Patricia Churchland


Patricia Smith Churchland is a Canadian-American analytic philosopher noted for her contributions to neurophilosophy and the philosophy of mind. She is UC President's Professor of Philosophy Emerita at the University of California, San Diego, where she has taught since 1984. She has also held an adjunct professorship at the Salk Institute for Biological Studies since 1989. She is a member of the Board of Trustees Moscow Center for Consciousness Studies of Philosophy Department, Moscow State University. In 2015, she was elected a Fellow of the American Academy of Arts & Sciences. Educated at the University of British Columbia, the University of Pittsburgh, and the University of Oxford, she taught philosophy at the University of Manitoba from 1969 to 1984 and is married to the philosopher Paul Churchland. Larissa MacFarquhar, writing for The New Yorker, observed of the philosophical couple that: "Their work is so similar that they are sometimes discussed, in journals and books, as one person."

Biography

Early life and education

Churchland was born Patricia Smith in Oliver, British Columbia, and raised on a farm in the South Okanagan valley. Both of her parents lacked a high-school education; her father and mother left school after grades 6 and 8 respectively. Her mother was a nurse and her father worked in newspaper publishing in addition to running the family farm. In spite of their limited education, Churchland has described her parents as interested in the sciences, and the worldview they instilled in her as a secular one. She has also described her parents as eager for her to attend college, and though many farmers in their community thought this "hilarious and a grotesque waste of money", they saw to it that she did so. She took her undergraduate degree at the University of British Columbia, graduating with honors in 1965. She received a Woodrow Wilson Fellowship to study at the University of Pittsburgh, where she took an M.A. in 1966. Thereafter she studied at Oxford University as a British Council and Canada Council Fellow, obtaining a B. Phil in 1969.

Academic career

Churchland's first academic appointment was at the University of Manitoba, where she was an assistant professor from 1969 to 1977, an associate professor from 1977 to 1982, and promoted to a full professorship in 1983. It was here that she began to make a formal study of neuroscience with the help and encouragement of Larry Jordan, a professor with a lab in the Department of Physiology there. From 1982 to 1983 she was a Visiting Member in Social Science at the Institute for Advanced Study in Princeton. In 1984, she was invited to take up a professorship in the department of philosophy at UCSD, and relocated there with her husband Paul, where both have remained since. Since 1989, she has also held an adjunct professorship at the Salk Institute adjacent to UCSD's campus, where she became acquainted with Jonas Salk whose name the Institute bears. Describing Salk, Churchland has said that he "liked the idea of neurophilosophy, and he gave me a tremendous amount of encouragement at a time when many other people thought that we were, frankly, out to lunch." Another important supporter Churchland found at the Salk Institute was Francis Crick. At the Salk Institute, Churchland has worked with Terrence Sejnowski's lab as a research collaborator. Her collaboration with Sejnowski culminated in a book, The Computational Brain, co-authored with Sejnowski. Churchland was named the UC President's Professor of Philosophy in 1999, and served as Chair of the Philosophy Department at UCSD from 2000-2007.
She attended and was a speaker at the secularist symposia in 2006, 2007, and 2008.

Personal life

Churchland first met her husband, the philosopher Paul Churchland, while they were both enrolled in a class on Plato at the University of Pittsburgh, and they were married after she completed her B.Phil at Oxford University. Their children are Mark M. Churchland and Anne K. Churchland, both of whom are neuroscientists. Churchland is an atheist.

Philosophical work

Churchland is broadly allied to a view of philosophy as a kind of 'proto-science' - asking challenging but largely empirical questions. She advocates an approach that is practical, applied and integrated with the scientific endeavour, and has dismissed significant swathes of professional philosophy as obsessed with what she regards as unnecessary, fine-grained distinctions, producing "isms up the ying yang".
Churchland's own work has focused on the interface between neuroscience and philosophy. According to her, philosophers are increasingly realizing that to understand the mind one must understand the brain. She applies findings from neuroscience to address traditional philosophical questions about knowledge, free will, consciousness and ethics. She is associated with a school of thought called eliminative materialism, which argues that common sense, immediately intuitive, or "folk psychological" concepts such as thought, free will, and consciousness will likely need to be revised in a physically reductionistic way as neuroscientists discover more about the nature of brain function.
2014 saw a brief exchange of views on these topics with Colin McGinn in the pages of the New York Review Of Books.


EXERCISE:
Beginning at the line that contains "Detect *clothing* and", repeat each line exactly through the last one of the records below, and leave out the pictures.

[Referring expression grounding data]
Segment Open

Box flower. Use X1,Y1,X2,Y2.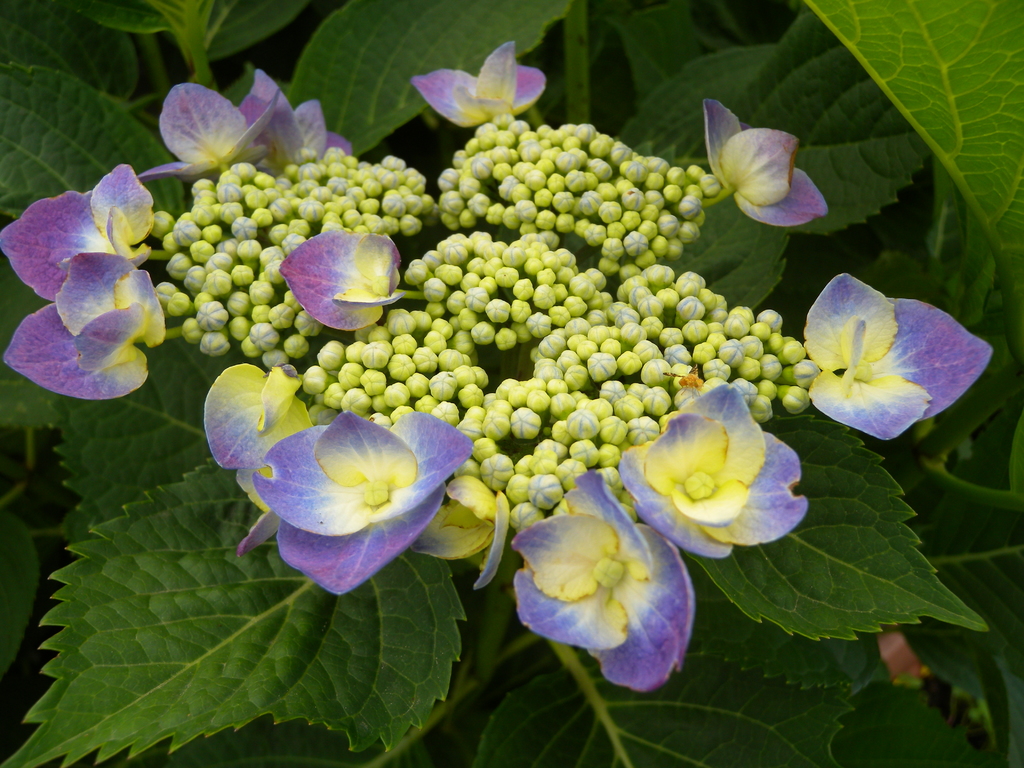
139,72,358,176.
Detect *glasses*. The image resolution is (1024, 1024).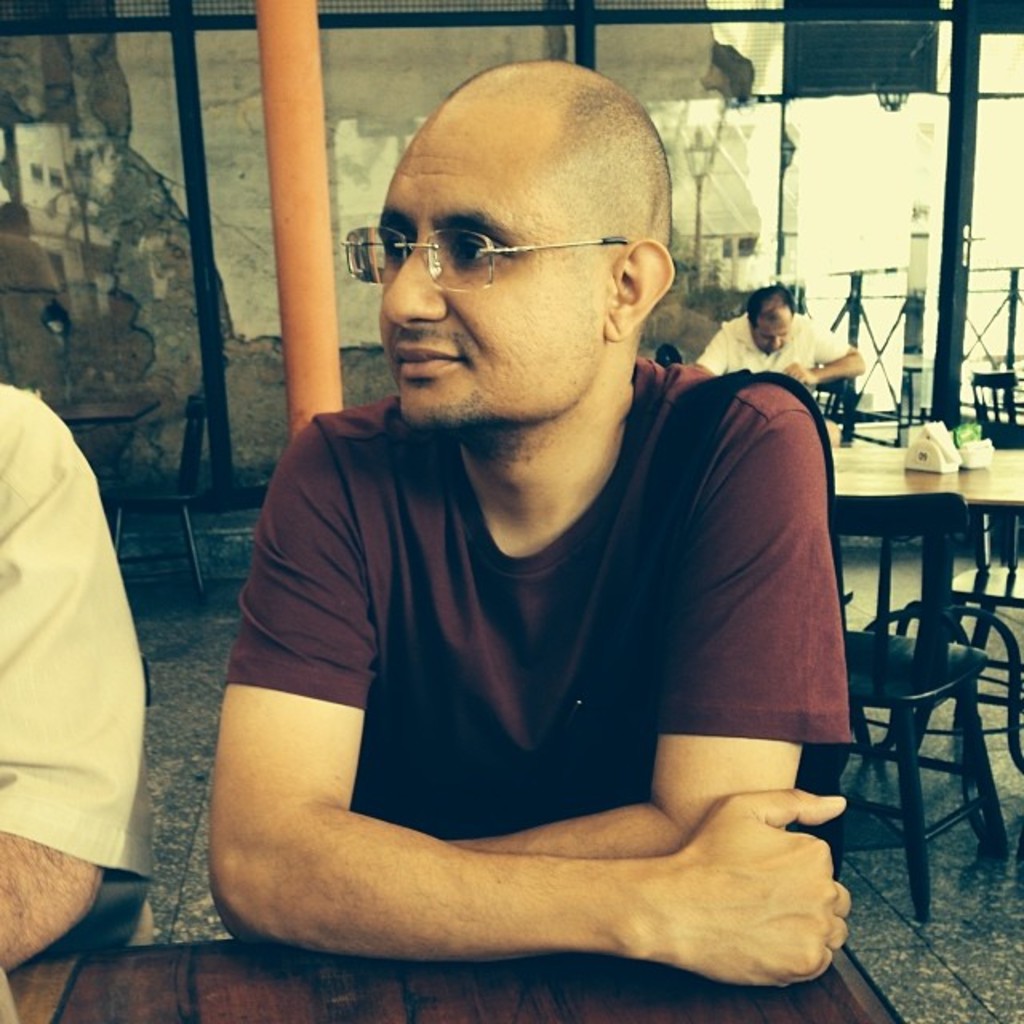
x1=370, y1=189, x2=667, y2=301.
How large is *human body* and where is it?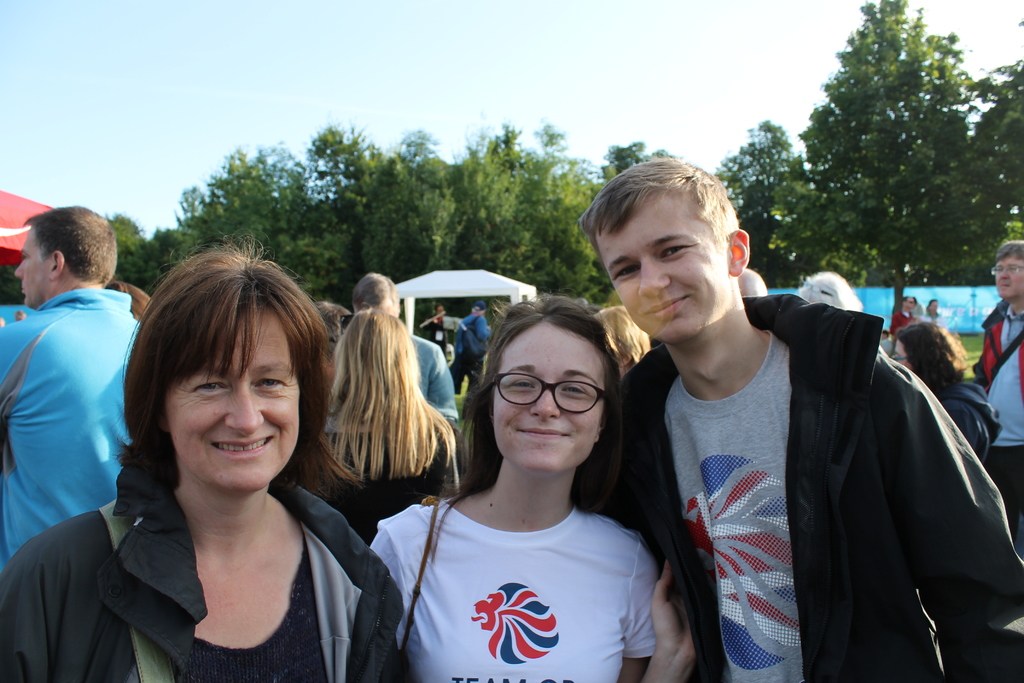
Bounding box: box(360, 477, 694, 682).
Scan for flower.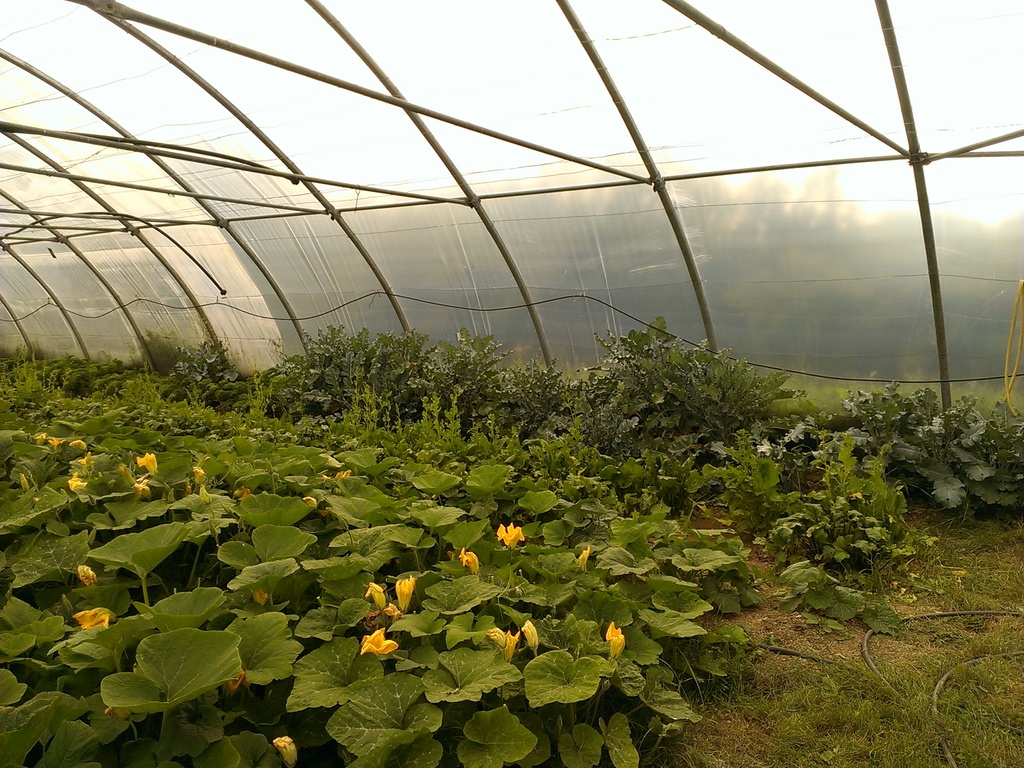
Scan result: pyautogui.locateOnScreen(360, 631, 397, 657).
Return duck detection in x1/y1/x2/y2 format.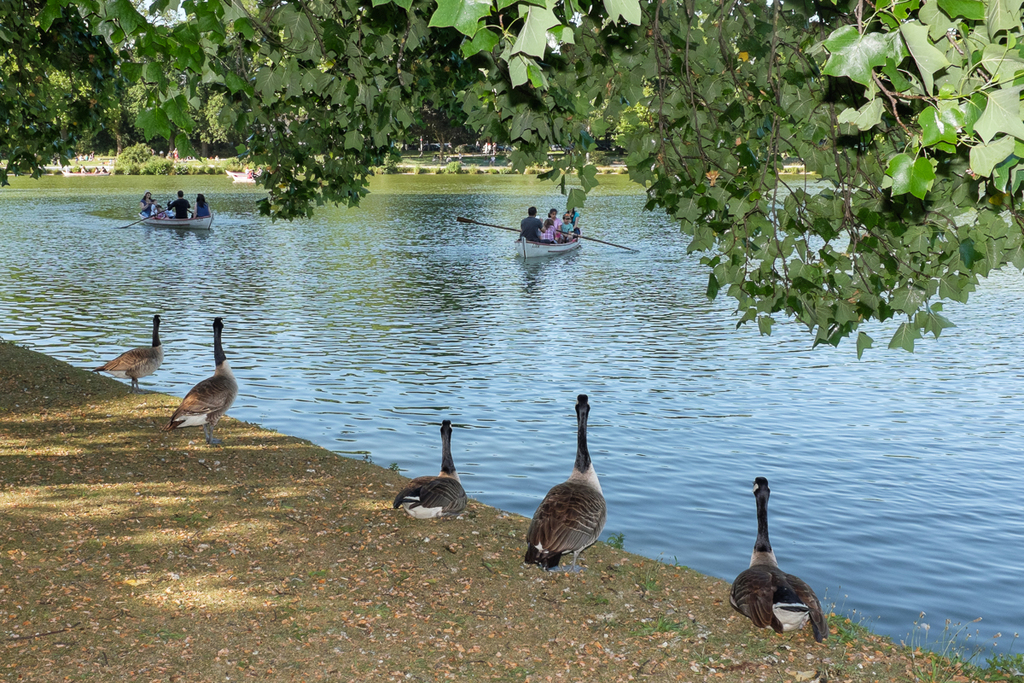
716/473/831/643.
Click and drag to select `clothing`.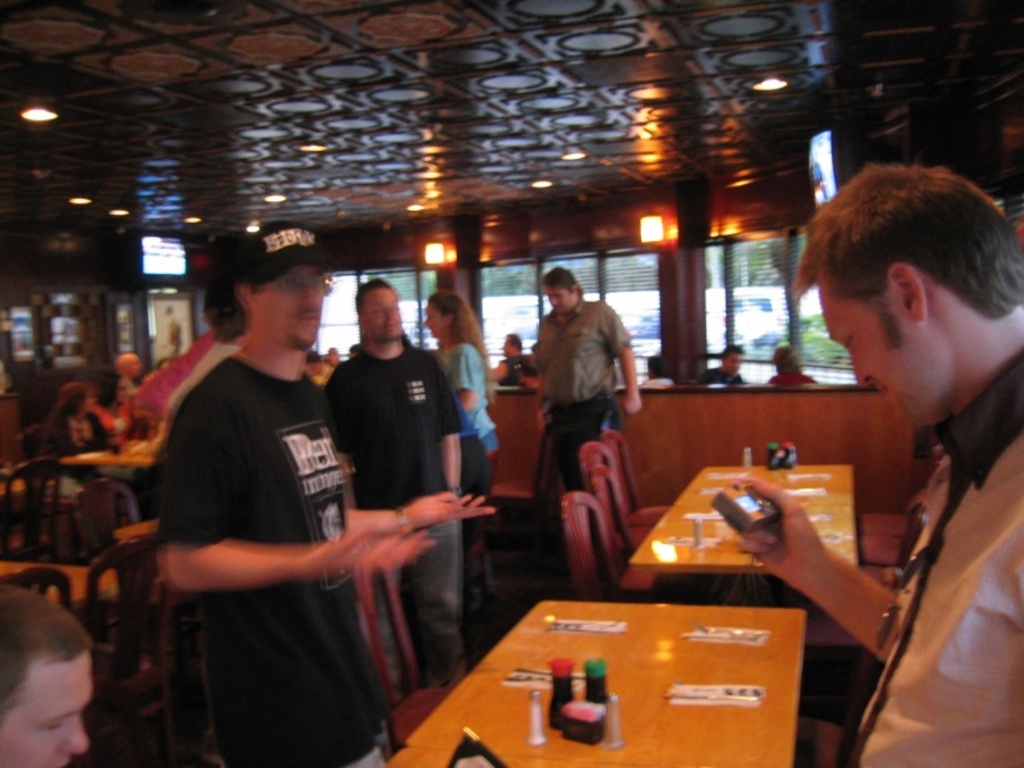
Selection: detection(502, 355, 531, 385).
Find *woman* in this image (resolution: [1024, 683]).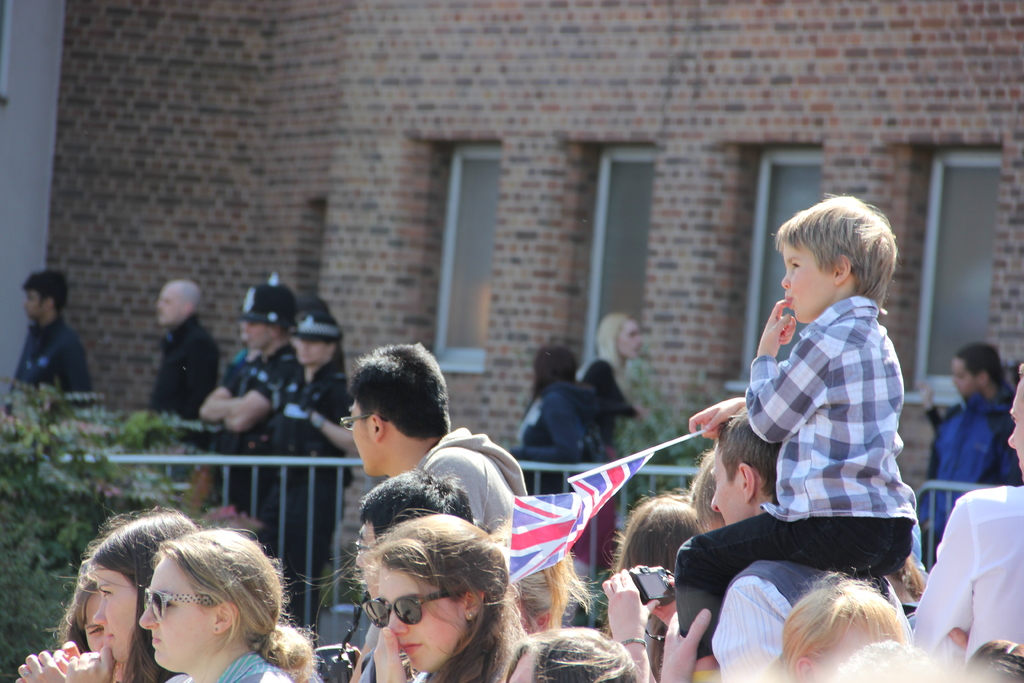
[5,552,110,682].
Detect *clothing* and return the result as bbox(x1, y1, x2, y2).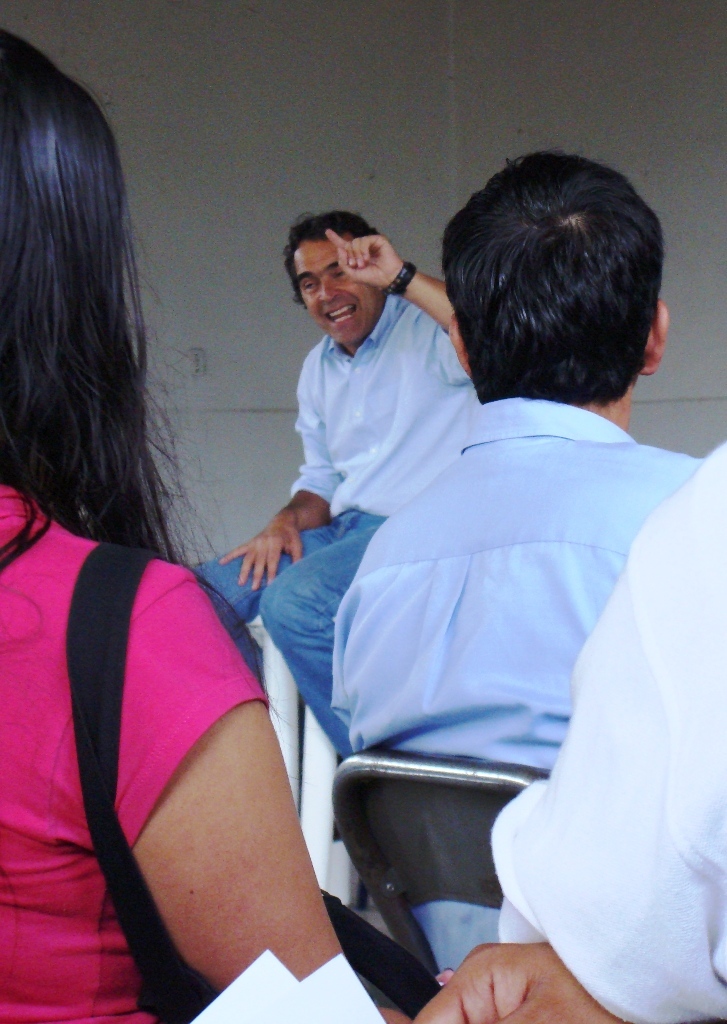
bbox(481, 437, 726, 1023).
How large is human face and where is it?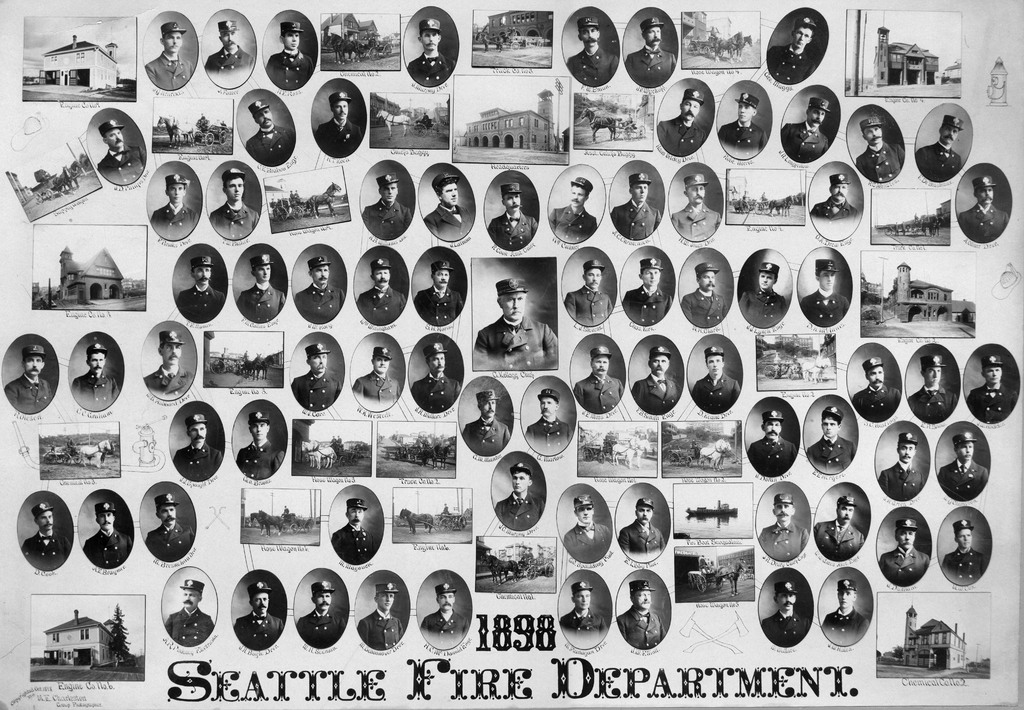
Bounding box: Rect(168, 182, 184, 206).
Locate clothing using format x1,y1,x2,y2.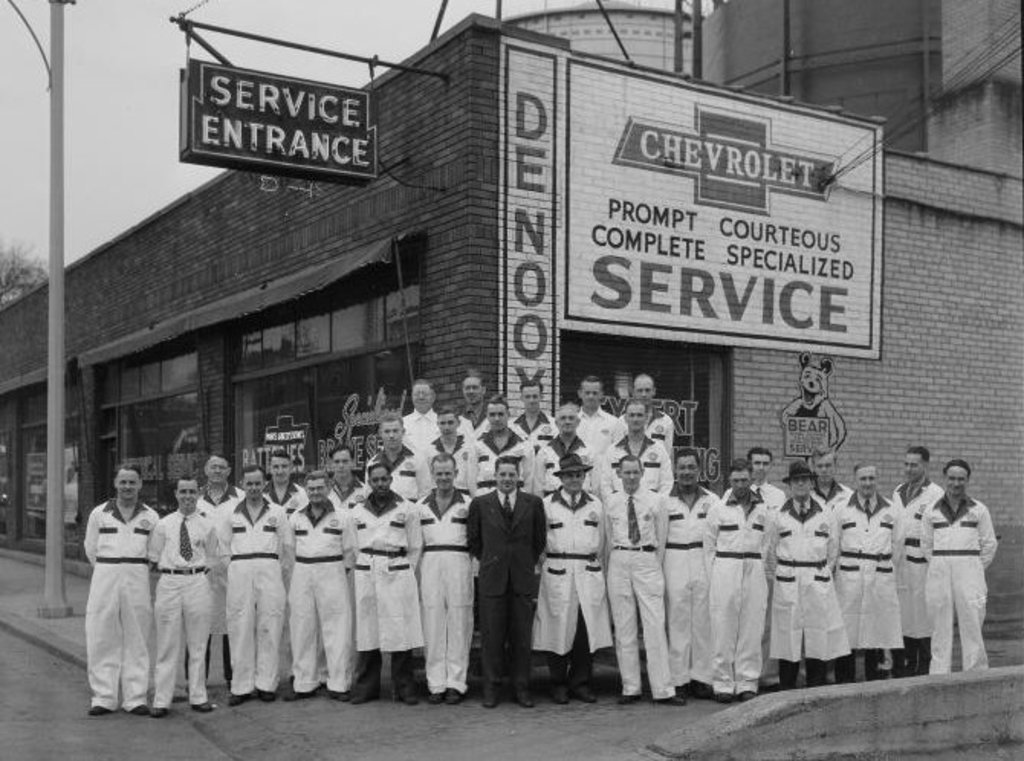
709,491,757,726.
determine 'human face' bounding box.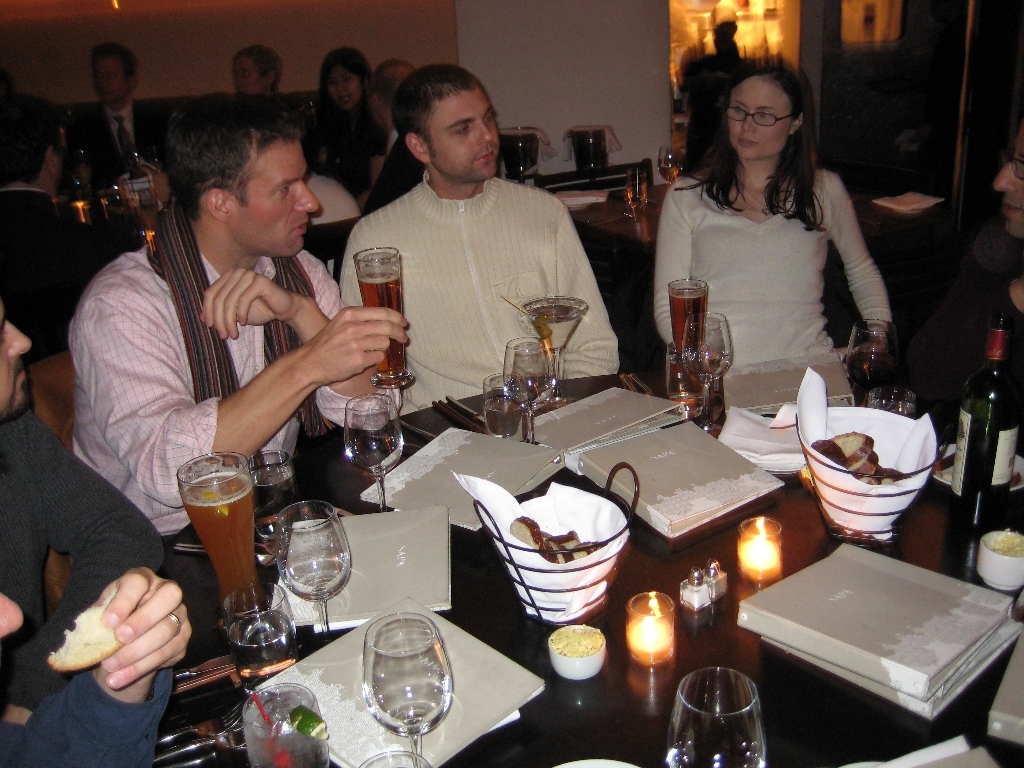
Determined: pyautogui.locateOnScreen(95, 51, 127, 99).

Segment Closed

EXERCISE SOLUTION:
Detect *clothing* and return the result as bbox(x1, y1, x2, y2).
bbox(481, 437, 726, 1023).
How large is human face and where is it?
Bounding box: Rect(168, 182, 184, 206).
Locate clothing using format x1,y1,x2,y2.
709,491,757,726.
determine 'human face' bounding box.
Determined: pyautogui.locateOnScreen(95, 51, 127, 99).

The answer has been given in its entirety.